The Italian Sculpture section comprises 17,000 photographs of sculptures from the 11th to the 20th century.
Although they stem from piecemeal and unsystematic collecting, differently from what Zeri practised in relation to painting, the materials are well arranged and reflect the topical issues in the historiographycal debate of the scholar's day. Special interest attaches to the many photos from the antiques market, showing works that are hard to trace today.
The photos are often by well-known Italian and foreign art photographers like Alinari, Anderson, Brogi, Moscioni and Naya.
 
The Renaissance is the best documented period with 5,491 photographs of sculptures from the 15th and 16th centuries.
A place of honour in the section is held by the Brogi collection devoted to Donatello: almost 1,000 photographs documenting the sculptor's practice throughout Tuscany and other works by him at Padua, Venice and Naples. These photos taken by Gino Malenotti for the firm of Brogi were part of a monumental campaign in the mid 1930s got up by the Hungarian scholar Jenö Lányi (1902-1940). They would form the basis of a monograph published by Horst Woldemar Janson in 1957.
The Donatello photographs were the fruit of a special study on how to reproduce sculpture. They are one of the few surviving collections from that photographic campaign, integral sets of which have become extremely rare.
 
Another important item is the body of 374 photographs of works by Pietro and Gianlorenzo Bernini which attest to Zeri's research into these artists.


- Activity: What is needed is every line of the data that includes the word "width". Please copy each one.
Working data Start Marker
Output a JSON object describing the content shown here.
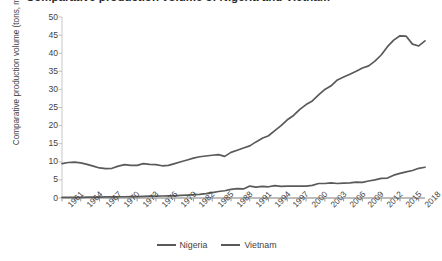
{
  "title_fragment": "Comparative production volume of Nigeria and Vietnam",
  "legend": {
    "items": [
      {
        "label": "Nigeria",
        "color": "#5a5a5a"
      },
      {
        "label": "Vietnam",
        "color": "#5a5a5a"
      }
    ]
  },
  "chart_data": {
    "type": "line",
    "title": "Comparative production volume of Nigeria and Vietnam",
    "xlabel": "",
    "ylabel": "Comparative production volume (tons, million)",
    "ylim": [
      0,
      50
    ],
    "ytick_step": 5,
    "yticks": [
      0,
      5,
      10,
      15,
      20,
      25,
      30,
      35,
      40,
      45,
      50
    ],
    "xlim": [
      1961,
      2019
    ],
    "xtick_labels": [
      "1961",
      "1964",
      "1967",
      "1970",
      "1973",
      "1976",
      "1979",
      "1982",
      "1985",
      "1988",
      "1991",
      "1994",
      "1997",
      "2000",
      "2003",
      "2006",
      "2009",
      "2012",
      "2015",
      "2018"
    ],
    "grid": false,
    "legend_position": "bottom",
    "x": [
      1961,
      1962,
      1963,
      1964,
      1965,
      1966,
      1967,
      1968,
      1969,
      1970,
      1971,
      1972,
      1973,
      1974,
      1975,
      1976,
      1977,
      1978,
      1979,
      1980,
      1981,
      1982,
      1983,
      1984,
      1985,
      1986,
      1987,
      1988,
      1989,
      1990,
      1991,
      1992,
      1993,
      1994,
      1995,
      1996,
      1997,
      1998,
      1999,
      2000,
      2001,
      2002,
      2003,
      2004,
      2005,
      2006,
      2007,
      2008,
      2009,
      2010,
      2011,
      2012,
      2013,
      2014,
      2015,
      2016,
      2017,
      2018,
      2019
    ],
    "series": [
      {
        "name": "Nigeria",
        "color": "#5a5a5a",
        "values": [
          0.2,
          0.2,
          0.2,
          0.2,
          0.25,
          0.25,
          0.25,
          0.3,
          0.3,
          0.35,
          0.35,
          0.4,
          0.4,
          0.45,
          0.5,
          0.5,
          0.55,
          0.6,
          0.6,
          0.7,
          0.8,
          0.9,
          1.0,
          1.2,
          1.5,
          1.8,
          2.0,
          2.4,
          2.6,
          2.5,
          3.3,
          3.0,
          3.2,
          3.1,
          3.4,
          3.2,
          3.3,
          3.3,
          3.3,
          3.3,
          3.5,
          4.0,
          4.0,
          4.2,
          4.0,
          4.1,
          4.2,
          4.4,
          4.3,
          4.7,
          5.0,
          5.4,
          5.5,
          6.3,
          6.8,
          7.2,
          7.6,
          8.2,
          8.5
        ]
      },
      {
        "name": "Vietnam",
        "color": "#5a5a5a",
        "values": [
          9.5,
          9.8,
          9.9,
          9.7,
          9.3,
          8.8,
          8.3,
          8.1,
          8.2,
          8.8,
          9.2,
          9.0,
          9.0,
          9.5,
          9.3,
          9.2,
          8.9,
          9.0,
          9.5,
          10.0,
          10.5,
          11.0,
          11.4,
          11.6,
          11.8,
          12.0,
          11.5,
          12.6,
          13.2,
          13.8,
          14.4,
          15.5,
          16.5,
          17.2,
          18.6,
          20.0,
          21.6,
          22.8,
          24.5,
          25.8,
          26.8,
          28.5,
          30.0,
          31.0,
          32.6,
          33.4,
          34.2,
          35.0,
          35.9,
          36.5,
          37.8,
          39.5,
          41.8,
          43.6,
          44.8,
          44.7,
          42.5,
          42.0,
          43.4
        ]
      }
    ]
  }
}
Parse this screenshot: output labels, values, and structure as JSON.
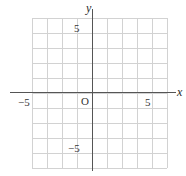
{
  "figure": {
    "type": "cartesian-coordinate-plane",
    "background_color": "#ffffff",
    "grid_color": "#d2d2d2",
    "axis_color": "#555555",
    "label_color": "#333333"
  },
  "axes": {
    "x_axis_name": "x",
    "y_axis_name": "y",
    "origin_label": "O",
    "x_range": [
      -6,
      6
    ],
    "y_range": [
      -6,
      6
    ],
    "tick_interval": 1,
    "labeled_ticks": {
      "x_negative": "−5",
      "x_positive": "5",
      "y_positive": "5",
      "y_negative": "−5"
    }
  },
  "grid": {
    "visible": true,
    "columns": 9,
    "rows": 10,
    "cell_size_px": 15,
    "vertical_lines": [
      0,
      15,
      30,
      45,
      60,
      75,
      90,
      105,
      120,
      135
    ],
    "horizontal_lines": [
      0,
      15,
      30,
      45,
      60,
      75,
      90,
      105,
      120,
      135,
      150
    ]
  }
}
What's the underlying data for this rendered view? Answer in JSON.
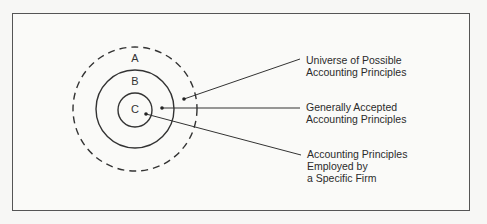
{
  "diagram": {
    "type": "nested-circles",
    "colors": {
      "stroke": "#333333",
      "background": "#fafaf8",
      "frame": "#555555"
    },
    "regions": [
      {
        "id": "A",
        "label": "A",
        "style": "dashed"
      },
      {
        "id": "B",
        "label": "B",
        "style": "solid"
      },
      {
        "id": "C",
        "label": "C",
        "style": "solid"
      }
    ],
    "callouts": [
      {
        "target": "A",
        "lines": [
          "Universe of Possible",
          "Accounting Principles"
        ]
      },
      {
        "target": "B",
        "lines": [
          "Generally Accepted",
          "Accounting Principles"
        ]
      },
      {
        "target": "C",
        "lines": [
          "Accounting Principles",
          "Employed by",
          "a Specific Firm"
        ]
      }
    ]
  }
}
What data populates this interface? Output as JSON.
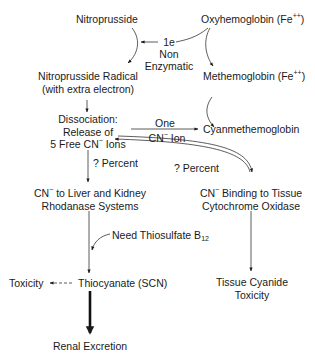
{
  "diagram": {
    "nodes": {
      "nitroprusside": "Nitroprusside",
      "oxyhemoglobin": "Oxyhemoglobin (Fe",
      "oxyhemoglobin_sup": "++",
      "oxyhemoglobin_close": ")",
      "nitroprusside_radical_l1": "Nitroprusside Radical",
      "nitroprusside_radical_l2": "(with extra electron)",
      "methemoglobin": "Methemoglobin (Fe",
      "methemoglobin_sup": "++",
      "methemoglobin_close": ")",
      "dissociation_l1": "Dissociation:",
      "dissociation_l2": "Release of",
      "dissociation_l3a": "5 Free CN",
      "dissociation_l3sup": "−",
      "dissociation_l3b": " Ions",
      "cyanmethemoglobin": "Cyanmethemoglobin",
      "liver_l1a": "CN",
      "liver_l1sup": "−",
      "liver_l1b": " to Liver and Kidney",
      "liver_l2": "Rhodanase Systems",
      "tissue_l1a": "CN",
      "tissue_l1sup": "−",
      "tissue_l1b": " Binding to Tissue",
      "tissue_l2": "Cytochrome Oxidase",
      "toxicity": "Toxicity",
      "thiocyanate": "Thiocyanate (SCN)",
      "tissue_toxicity_l1": "Tissue Cyanide",
      "tissue_toxicity_l2": "Toxicity",
      "renal": "Renal Excretion"
    },
    "edge_labels": {
      "one_e": "1e",
      "non": "Non",
      "enzymatic": "Enzymatic",
      "one": "One",
      "cn_ion_a": "CN",
      "cn_ion_sup": "−",
      "cn_ion_b": " Ion",
      "percent_left": "? Percent",
      "percent_right": "? Percent",
      "need_thiosulfate": "Need Thiosulfate B",
      "need_thiosulfate_sub": "12"
    }
  }
}
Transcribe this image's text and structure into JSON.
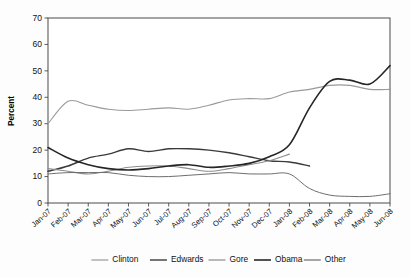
{
  "chart_data": {
    "type": "line",
    "title": "",
    "xlabel": "",
    "ylabel": "Percent",
    "ylim": [
      0,
      70
    ],
    "yticks": [
      0,
      10,
      20,
      30,
      40,
      50,
      60,
      70
    ],
    "grid": false,
    "legend_position": "bottom",
    "x": [
      "Jan-07",
      "Feb-07",
      "Mar-07",
      "Apr-07",
      "May-07",
      "Jun-07",
      "Jul-07",
      "Aug-07",
      "Sep-07",
      "Oct-07",
      "Nov-07",
      "Dec-07",
      "Jan-08",
      "Feb-08",
      "Mar-08",
      "Apr-08",
      "May-08",
      "Jun-08"
    ],
    "series": [
      {
        "name": "Clinton",
        "color": "#9a9a9a",
        "width": 1.1,
        "dash": "none",
        "values": [
          30,
          38.5,
          37,
          35.5,
          35,
          35.5,
          36,
          35.5,
          37,
          39,
          39.5,
          39.5,
          42,
          43,
          44.5,
          44.5,
          43,
          43
        ]
      },
      {
        "name": "Edwards",
        "color": "#3a3a3a",
        "width": 1.4,
        "dash": "none",
        "values": [
          12,
          14,
          17,
          18.5,
          20.5,
          19.5,
          20.5,
          20.5,
          20,
          19,
          17.5,
          16,
          15.5,
          14,
          null,
          null,
          null,
          null
        ]
      },
      {
        "name": "Gore",
        "color": "#8c8c8c",
        "width": 1.1,
        "dash": "none",
        "values": [
          13,
          12,
          11,
          12,
          13.5,
          14,
          14,
          13,
          12,
          13,
          14.5,
          16,
          18.5,
          null,
          null,
          null,
          null,
          null
        ]
      },
      {
        "name": "Obama",
        "color": "#262626",
        "width": 1.6,
        "dash": "none",
        "values": [
          21,
          17,
          14.5,
          13,
          12.5,
          13,
          14,
          14.5,
          13.5,
          14,
          15,
          17.5,
          22,
          36,
          46,
          46.5,
          45,
          52
        ]
      },
      {
        "name": "Other",
        "color": "#6d6d6d",
        "width": 1.0,
        "dash": "none",
        "values": [
          11,
          11.5,
          11.5,
          11.5,
          10.5,
          10,
          10,
          10.5,
          11,
          11.5,
          11,
          11,
          11,
          5.5,
          3,
          2.5,
          2.5,
          3.5
        ]
      }
    ]
  },
  "legend": {
    "items": [
      {
        "label": "Clinton"
      },
      {
        "label": "Edwards"
      },
      {
        "label": "Gore"
      },
      {
        "label": "Obama"
      },
      {
        "label": "Other"
      }
    ]
  }
}
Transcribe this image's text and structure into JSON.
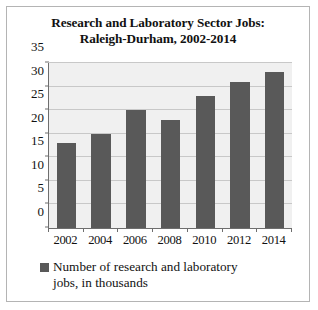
{
  "chart_data": {
    "type": "bar",
    "title": "Research and Laboratory Sector Jobs: Raleigh-Durham, 2002-2014",
    "title_line1": "Research and Laboratory Sector Jobs:",
    "title_line2": "Raleigh-Durham, 2002-2014",
    "categories": [
      "2002",
      "2004",
      "2006",
      "2008",
      "2010",
      "2012",
      "2014"
    ],
    "values": [
      18,
      20,
      25,
      23,
      28,
      31,
      33
    ],
    "series": [
      {
        "name": "Number of research and laboratory jobs, in thousands",
        "values": [
          18,
          20,
          25,
          23,
          28,
          31,
          33
        ]
      }
    ],
    "xlabel": "",
    "ylabel": "",
    "ylim": [
      0,
      35
    ],
    "ytick_values": [
      0,
      5,
      10,
      15,
      20,
      25,
      30,
      35
    ],
    "ytick_labels": [
      "0",
      "5",
      "10",
      "15",
      "20",
      "25",
      "30",
      "35"
    ],
    "grid": true,
    "legend_position": "bottom",
    "legend": [
      {
        "label_line1": "Number of research and laboratory",
        "label_line2": "jobs, in thousands",
        "label": "Number of research and laboratory jobs, in thousands",
        "color": "#595959"
      }
    ],
    "colors": {
      "bar": "#595959",
      "plot_background": "#f0f0f0",
      "gridline": "#c8c8c8",
      "axis": "#6e6e6e",
      "border": "#b4b4b4",
      "text": "#111111",
      "figure_background": "#ffffff"
    }
  }
}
Working data End Marker
- Result of the task:
        "width": 1.1,
        "width": 1.4,
        "width": 1.1,
        "width": 1.6,
        "width": 1.0,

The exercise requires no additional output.